In 2023, Nyankiir, a Pioneer Academics and Kenya Scholar Access Program (KenSAP) alumna in Africa, studied how diabetes affected rural communities in Kenya. The project opened the high schooler’s eyes to how small questions and local insights could lead to large-scale change in health outcomes. What started as research influenced her long-term focus, and she now studies computational neuroscience and global health policy at Harvard.
Her story is a challenge to the traditional idea of leadership.
We often look at leadership as the end point of learning. It’s the moment where students apply everything they’ve learned to inspire and direct others. In high school, this takes the form of student councils, club presidencies, and other visible positions.
Yet these titles only tell part of the story.
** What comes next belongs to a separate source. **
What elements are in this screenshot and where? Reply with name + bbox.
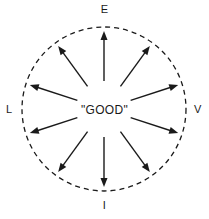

What if leadership starts and drives with learning, not after?
That question guided the 4th Annual Pioneer Co-Curricular Summit, themed “To Lead Is to Learn.” The idea is transformative: real leadership grows from curiosity, reflection, and the willingness to keep learning long after the lesson ends.
“The day a great leader stops learning is the day they stop being a great leader,” wrote James M. Kouzes and Barry Z. Posner in Learning Leadership. Its research backs this up. More active learners tend to take more initiative and demonstrate stronger leadership behaviors.
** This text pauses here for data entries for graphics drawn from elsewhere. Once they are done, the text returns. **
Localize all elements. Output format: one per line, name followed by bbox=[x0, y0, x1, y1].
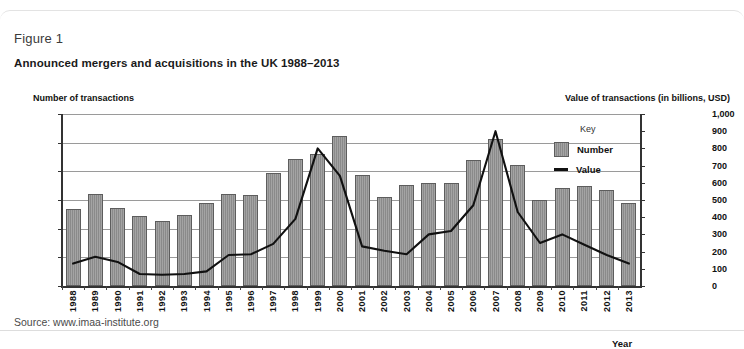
y-axis-right-tick-label: 600 bbox=[712, 178, 744, 188]
y-axis-left-tick-mark bbox=[58, 171, 63, 172]
x-axis-tick-mark bbox=[395, 286, 396, 290]
y-axis-right-tick-label: 700 bbox=[712, 161, 744, 171]
x-axis-tick-mark bbox=[106, 286, 107, 290]
y-axis-right-tick-label: 900 bbox=[712, 126, 744, 136]
y-axis-left-tick-mark bbox=[58, 257, 63, 258]
x-axis-tick-label: 1999 bbox=[313, 290, 323, 312]
x-axis-tick-mark bbox=[307, 286, 308, 290]
x-axis-tick-label: 1996 bbox=[246, 290, 256, 312]
figure-title: Announced mergers and acquisitions in th… bbox=[14, 57, 340, 69]
x-axis-tick-mark bbox=[373, 286, 374, 290]
y-axis-right-tick-mark bbox=[640, 166, 645, 167]
x-axis-tick-mark bbox=[507, 286, 508, 290]
y-axis-right-tick-label: 500 bbox=[712, 195, 744, 205]
y-axis-right-tick-mark bbox=[640, 200, 645, 201]
figure-label: Figure 1 bbox=[14, 31, 63, 46]
x-axis-tick-label: 2013 bbox=[624, 290, 634, 312]
legend-item-value: Value bbox=[554, 164, 601, 175]
x-axis-tick-label: 2003 bbox=[402, 290, 412, 312]
y-axis-right-tick-label: 400 bbox=[712, 212, 744, 222]
x-axis-tick-mark bbox=[618, 286, 619, 290]
x-axis-tick-mark bbox=[218, 286, 219, 290]
y-axis-right-tick-label: 200 bbox=[712, 247, 744, 257]
y-axis-right-tick-label: 300 bbox=[712, 229, 744, 239]
x-axis-tick-mark bbox=[573, 286, 574, 290]
right-axis-title: Value of transactions (in billions, USD) bbox=[565, 93, 730, 103]
x-axis-tick-label: 2012 bbox=[602, 290, 612, 312]
value-polyline bbox=[73, 131, 629, 275]
x-axis-tick-mark bbox=[62, 286, 63, 290]
y-axis-left-tick-mark bbox=[58, 229, 63, 230]
legend-item-number: Number bbox=[554, 142, 613, 157]
y-axis-right-tick-mark bbox=[640, 131, 645, 132]
x-axis-tick-label: 2000 bbox=[335, 290, 345, 312]
x-axis-tick-label: 1994 bbox=[202, 290, 212, 312]
x-axis-tick-mark bbox=[262, 286, 263, 290]
x-axis-tick-mark bbox=[329, 286, 330, 290]
x-axis-tick-label: 1997 bbox=[268, 290, 278, 312]
x-axis-tick-label: 2010 bbox=[557, 290, 567, 312]
x-axis-tick-label: 2011 bbox=[579, 290, 589, 312]
x-axis-tick-mark bbox=[418, 286, 419, 290]
x-axis-tick-label: 2005 bbox=[446, 290, 456, 312]
y-axis-right-tick-mark bbox=[640, 269, 645, 270]
x-axis-tick-mark bbox=[440, 286, 441, 290]
y-axis-right-tick-label: 1,000 bbox=[712, 109, 744, 119]
x-axis-tick-mark bbox=[462, 286, 463, 290]
y-axis-right-tick-label: 100 bbox=[712, 264, 744, 274]
x-axis-tick-label: 2004 bbox=[424, 290, 434, 312]
y-axis-right-tick-label: 0 bbox=[712, 281, 744, 291]
value-line-series bbox=[62, 114, 640, 286]
x-axis-tick-mark bbox=[596, 286, 597, 290]
x-axis-tick-mark bbox=[551, 286, 552, 290]
figure-panel: Figure 1 Announced mergers and acquisiti… bbox=[0, 10, 744, 331]
source-note: Source: www.imaa-institute.org bbox=[14, 316, 159, 328]
legend-title: Key bbox=[580, 124, 596, 134]
x-axis-tick-label: 2001 bbox=[357, 290, 367, 312]
y-axis-right-tick-mark bbox=[640, 114, 645, 115]
x-axis-title: Year bbox=[612, 338, 632, 349]
y-axis-left-tick-mark bbox=[58, 114, 63, 115]
y-axis-left-tick-mark bbox=[58, 200, 63, 201]
x-axis-tick-label: 1991 bbox=[135, 290, 145, 312]
x-axis-tick-mark bbox=[84, 286, 85, 290]
chart-canvas: 01,0002,0003,0004,0005,0006,000 01002003… bbox=[62, 114, 640, 286]
y-axis-right-tick-mark bbox=[640, 183, 645, 184]
x-axis-tick-label: 1995 bbox=[224, 290, 234, 312]
x-axis-tick-label: 1989 bbox=[90, 290, 100, 312]
legend-label-number: Number bbox=[577, 144, 613, 155]
y-axis-right-tick-mark bbox=[640, 252, 645, 253]
x-axis-tick-mark bbox=[484, 286, 485, 290]
x-axis-tick-mark bbox=[129, 286, 130, 290]
x-axis-tick-label: 1998 bbox=[290, 290, 300, 312]
x-axis-tick-mark bbox=[529, 286, 530, 290]
x-axis-tick-label: 2002 bbox=[379, 290, 389, 312]
x-axis-tick-mark bbox=[173, 286, 174, 290]
x-axis-tick-mark bbox=[151, 286, 152, 290]
y-axis-right-tick-mark bbox=[640, 234, 645, 235]
x-axis-tick-mark bbox=[195, 286, 196, 290]
y-axis-right-tick-mark bbox=[640, 148, 645, 149]
y-axis-right-tick-mark bbox=[640, 217, 645, 218]
x-axis-tick-mark bbox=[240, 286, 241, 290]
y-axis-right-tick-label: 800 bbox=[712, 143, 744, 153]
chart-plot-area: 01,0002,0003,0004,0005,0006,000 01002003… bbox=[0, 106, 744, 316]
x-axis-tick-label: 2007 bbox=[491, 290, 501, 312]
legend-line-swatch-icon bbox=[554, 168, 568, 171]
x-axis-tick-label: 1990 bbox=[113, 290, 123, 312]
x-axis-tick-mark bbox=[351, 286, 352, 290]
x-axis-tick-mark bbox=[284, 286, 285, 290]
left-axis-title: Number of transactions bbox=[33, 93, 134, 103]
x-axis-tick-label: 1993 bbox=[179, 290, 189, 312]
x-axis-tick-label: 2009 bbox=[535, 290, 545, 312]
legend-label-value: Value bbox=[576, 164, 601, 175]
x-axis-tick-label: 2008 bbox=[513, 290, 523, 312]
x-axis-tick-label: 1988 bbox=[68, 290, 78, 312]
y-axis-left-tick-mark bbox=[58, 143, 63, 144]
legend-bar-swatch-icon bbox=[554, 142, 569, 157]
y-axis-right-tick-mark bbox=[640, 286, 645, 287]
x-axis-tick-label: 2006 bbox=[468, 290, 478, 312]
x-axis-tick-label: 1992 bbox=[157, 290, 167, 312]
A Johns Hopkins University study about Pioneer students’ behaviors in college shows that underserved students who complete the Pioneer Research Institute often become more confident self-starters once they reach college.
For educators, to lead is to learn means staying curious about the world their students are growing up in. It means:
For students, to lead is to learn means developing the mindset and habits that sustain growth. It means:
Experts from professional career development, higher education, college admissions, and secondary education came together at the Pioneer Summit to explore “To Lead Is to Learn” from these many angles.
As Caltech’s Melissa Rodriguez and TeenSHARP’s Sara Petty emphasized, students don’t lead by checking boxes. They lead by learning. The strongest applications grow from curiosity, risk-taking, and the pursuit of authentic interests.
But many students wonder where that curiosity begins. How do you discover real interests or learn to take meaningful risks?
Diana Kander, entrepreneur, author of The Curiosity Muscle, and Senior Fellow at the Kauffman Foundation. offered a practical answer. She reminded students that leadership starts with curiosity and that in a world changing too quickly for rigid plans, curiosity rather than certainty is the most valuable skill for future leaders.
Kander introduced a weekly “Curiosity Hour,” encouraging students to experiment, tinker, and reflect on what can be improved. From “hunting zombies” (dropping low-value habits) to building a “pit crew” of collaborators, she showed that curiosity is something that can be developed. It’s how learners build the adaptability and creative confidence that define genuine leadership, and the kind of growth colleges should seek to recognize.
Pioneer’s Academic R&D Director Brian Cooper, Professor David Gatchell of Northwestern University, and the Associate Dean of College of Art and Sciences of Oberlin College, extended this idea, noting that once curiosity takes hold, resilience and collaboration turn it into action. He and his co-panelists urged students to see leadership as a practice. It’s one that grows through teamwork, reflection, and learning to thrive in ambiguity.
Across all sessions, a unifying message emerged: leadership begins with how you learn and how you adapt. Whether it was Justin Mohney, Director of Recruitment in the Office of Admission at Carnegie Mellon University, and Matthew Jaskol, Founder and Director of Pioneer Academics, urging students to use AI thoughtfully without losing authenticity, or Bruce Hammond, Vice Principal of Tsinglan School, reminding international applicants to stay resilient and purposeful amid global uncertainty, each perspective returned to the same idea. Learning—curious, reflective, and grounded in self-awareness—is what builds an edge that lasts beyond admissions.
And that brings us back to Nyankiir.
She did not lead by chasing titles. She led by learning first: by asking questions, gathering community perspectives, and letting insight reshape her path. The curiosity she practiced became the foundation for the leadership she now carries into her studies.
Her story shows what this summit affirmed. Leadership grows in the moments when you stay open, seek to understand, and let learning change you.
Doing research is commonplace. How do you choose the research opportunity that makes a difference?